According to the FDA, trans fat is found in vegetable shortenings, some margarines, crackers, cookies, snack foods, and other foods made with or fried in partially hydrogenated oils. Unlike other fats, the majority of trans fat is formed when food manufacturers turn liquid oils into solid fats like shortening and hard margarine by adding hydrogen.

Since Jan. 1, the FDA has required the amount of trans fat to be listed in the nutrition facts panel on all foods. But the restaurant industry is exempt.

Other researchers on the American Diabetes Society report include Janice D. Wagner, Ph.D., D.V.M., John Jeffrey Carr, M.D., Kate Jones, B.S., Janet Sawyer, M.S., and Kathryn Kelly., B.S., all from Wake Forest University School of Medicine.
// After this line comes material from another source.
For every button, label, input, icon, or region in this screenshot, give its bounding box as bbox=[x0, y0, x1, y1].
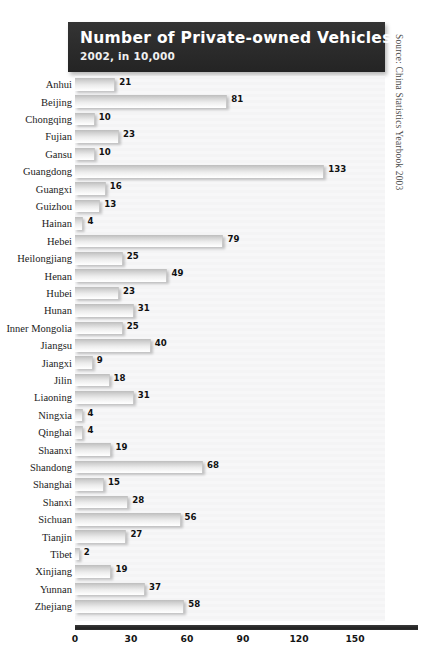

A report on the study states as follows:

The researchers also found that the trans-fat monkeys had higher blood glucose and were much more insulin resistant, suggesting that they are headed toward becoming diabetic.

The finding echoes studies in people, which have hinted that a diet rich in trans-fats could contribute to diabetes and weight gain. But it has been difficult to pin down the effects of trans-fats compared with other elements of our diets.

The trans-fats may directly stimulate the pancreas to make more insulin, which in turn makes the body resistant to the excess of this hormone. Another possibility is that trans-fats, when inserted into cell membranes, may somehow prevent cells from reacting to insulin normally. But Kavanagh says it is not clear how this leads to a spare tyre around the middle.

We have not yet seen the study so we are not ready to comment. Watch this space!